The theory and practice of risk management—and, included with that, risk measurement—have developed enormously since the pioneering work of Harry Markowitz in the 1950s. The theory has developed to the point where risk management/measurement is now regarded as a distinct sub-field of the theory of finance. …

Szegö (2004, p. 1) categorizes risk measures as one of the three major revolutions in finance and places the start of that revolution in 1997. The other two major revolutions are mean-variance analysis (1952–1956) and continuous-time models (1969–1973). He notes that alternative risk measures have been accepted by practitioners but “rejected by the academic establishment and, so far discarded by regulators!” (Szegö, 2004, p. 4).

Basic Features of Investment Risk Measures

Balzer (2001) argues that a risk measure is investor specific and, therefore, there is “no single universally acceptable risk measure.” He suggests several features that an investment risk measure should capture. Here we describe the following three features:

  • Relativity of risk
  • Multidimensionality of risk
  • Asymmetry of risk

The relativity of risk means that risk should be related to performing worse than some alternative investment or benchmark. Balzer (1994, 2001) and Sortino and Satchell (2001), among others, have proposed that investment risk might be measured by the probability of the investment return falling below a specified risk benchmark. The risk benchmark might itself be a random variable, such as a liability benchmark (e.g., an insurance product), the inflation rate or possibly inflation plus some safety margin, the risk-free rate of return, the bottom percentile of return, a sector index return, a budgeted return, or other alternative investments. Each benchmark can be justified in relation to the goal of the portfolio manager. Should performance fall below the benchmark, there could be major adverse consequences for the portfolio manager.

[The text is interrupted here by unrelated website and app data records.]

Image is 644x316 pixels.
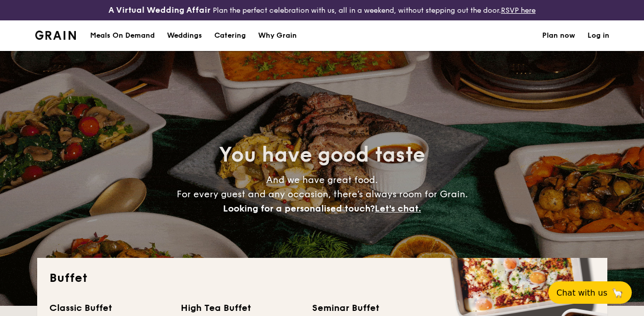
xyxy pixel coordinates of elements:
[35,31,76,40] img: Grain
[84,20,161,51] a: Meals On Demand
[181,301,300,315] div: High Tea Buffet
[588,20,610,51] a: Log in
[49,270,595,286] h2: Buffet
[557,288,607,297] span: Chat with us
[214,20,246,51] h1: Catering
[35,31,76,40] a: Logotype
[176,174,468,214] span: And we have great food. For every guest and any occasion, there’s always room for Grain.
[258,20,297,51] div: Why Grain
[219,143,425,167] span: You have good taste
[375,203,421,214] span: Let's chat.
[312,301,432,315] div: Seminar Buffet
[161,20,208,51] a: Weddings
[542,20,575,51] a: Plan now
[611,287,624,299] span: 🦙
[49,301,169,315] div: Classic Buffet
[501,6,536,15] a: RSVP here
[208,20,252,51] a: Catering
[548,282,632,304] button: Chat with us🦙
[109,4,211,16] h4: A Virtual Wedding Affair
[252,20,303,51] a: Why Grain
[108,4,536,16] div: Plan the perfect celebration with us, all in a weekend, without stepping out the door.
[223,203,375,214] span: Looking for a personalised touch?
[167,20,202,51] div: Weddings
[90,20,155,51] div: Meals On Demand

In addition, the same investor could have multiple objectives and, hence, multiple risk benchmarks. Thus, risk is also a multidimensional phenomenon. However, an appropriate choice of the benchmarks is necessary in order to avoid an incorrect evaluation of opportunities available to investors. For example, too often, little recognition is given to liability targets. This is the major factor contributing to the underfunding of U.S. corporate pension sponsors of defined benefit plans.1

Intuition suggests that risk is an asymmetric concept related to the downside outcomes, and any realistic risk measure has to value and consider upside and downside differently. The standard deviation considers the positive and the negative deviations from the mean as a potential risk. In this case overperformance relative to the mean is penalized just as much as underperformance.

Intertemporal Dependence and Correlation with Other Sources of Risk

The standard deviation is a measure of dispersion and it cannot always be used as a measure of risk. The preferred investment does not always present better returns than the other. It could happen that the worst investment presents the greatest return in some periods. Hence, time could influence the investor's choices.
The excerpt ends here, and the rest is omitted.